(It's clear now that a simple answer to this question doesn't exist. Our language simply isn't precise enough. I like the two other answers, but would still like to give an answer seen more from the viewpoint of a graphic designer.)
A pixel is simply the smallest unit of an image. An image file is a collection of pixels. Nothing more than colored squares in a grid. The pixels don't have a physical size until you assign one to them and they are not necessarily the same as the pixels you see on a monitor. It depends on how you choose to display them. They are to be seen as an abstract idea. Pure information.
You might be making pixel art for a game. So you design your graphics by coloring a grid of pixels. But when you display the graphics, you probably scale it up several times. On the design level, your pixel character can still be said to consist of for example 7×12 pixels even though it might be taking up 28×48 pixels on the screen.
So we live with different meanings of the word "pixel".
Likewise, when working with design for print, a pixel in itself have no meaning in a physical sense. In vector layout applications, you often place images at different resolutions in the same document. You can even rotate or stretch the images.
In this (very ugly) collage from InDesign, because we have defined a physical size for each image, the four images now have each their own resolution measured in PPI (pixels per inch). The stretched image where the pixels aren't square have a different resolution horizontally and vertically.
A dot is, for a graphic designer, a less ambiguous term. It's the smallest square a printing device can print. Unlike a pixel, a dot does have a physical size although it differs from device to device.
Most (if not all) printing devices can only print solid inks. Either there is color applied or there isn't. Like an old-fashioned stamp. So they need to have a rather high resolution of dots to be able to make some kind of pattern to create the illusion of different colors.
For example the offset machine we have at my job use printing plates that has a resolution of 2400 DPI (dots per inch). When a document is sent to the so-called RIP (raster image processor), it creates a 1-bit image of each CMYK channel. The tints of the original pixels are interpreted into different densities of halftone screen. These patterns are made of dots. (Note that the circles of the halftone screen are not what we talk about when we say "dots". The dots are the square elements which the circles consist of. Of course they are saved as pixels in an image file, but at this stage of production we still refer to them as dots.)
Below is a close-up of part of the collage from above after being interpreted by a RIP. It shows all four CMYK channels layered on top of each other. The original pixels are sort of used as masks for the halftone raster. It's one big messy soup of pixels at different PPI, normalized into halftone raster at one specific DPI.
The 1-bit images of each channel are burned onto printing plates and thereby the dots become physical. Ink is applied to the plates and then pressed onto paper. So the dots are directly transferred to paper, but the original pixels are long gone.
(I'm focusing on offset print as its my expertise. On a digital printer like an inkjet, the process is different but more or less follows the same principle.)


WHAT THIS TASK INVOLVES:
Reproduce the entries in full, with no changes.

INFORMATION GIVEN:
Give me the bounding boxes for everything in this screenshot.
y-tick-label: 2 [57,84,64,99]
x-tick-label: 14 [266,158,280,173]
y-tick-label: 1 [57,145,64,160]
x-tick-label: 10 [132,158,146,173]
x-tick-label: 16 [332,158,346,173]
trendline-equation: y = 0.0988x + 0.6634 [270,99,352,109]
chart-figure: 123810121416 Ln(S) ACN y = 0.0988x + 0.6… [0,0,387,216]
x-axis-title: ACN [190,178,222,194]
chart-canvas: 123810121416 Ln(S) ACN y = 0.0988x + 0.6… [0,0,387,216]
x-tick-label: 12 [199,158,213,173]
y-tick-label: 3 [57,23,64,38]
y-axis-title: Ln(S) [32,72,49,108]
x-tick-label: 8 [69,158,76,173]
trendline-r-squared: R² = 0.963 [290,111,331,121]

ANSWER TO THIS EXERCISE:
Give me the bounding boxes for everything in this screenshot.
y-tick-label: 2 [57,84,64,99]
x-tick-label: 14 [266,158,280,173]
y-tick-label: 1 [57,145,64,160]
x-tick-label: 10 [132,158,146,173]
x-tick-label: 16 [332,158,346,173]
trendline-equation: y = 0.0988x + 0.6634 [270,99,352,109]
chart-figure: 123810121416 Ln(S) ACN y = 0.0988x + 0.6… [0,0,387,216]
x-axis-title: ACN [190,178,222,194]
chart-canvas: 123810121416 Ln(S) ACN y = 0.0988x + 0.6… [0,0,387,216]
x-tick-label: 12 [199,158,213,173]
y-tick-label: 3 [57,23,64,38]
y-axis-title: Ln(S) [32,72,49,108]
x-tick-label: 8 [69,158,76,173]
trendline-r-squared: R² = 0.963 [290,111,331,121]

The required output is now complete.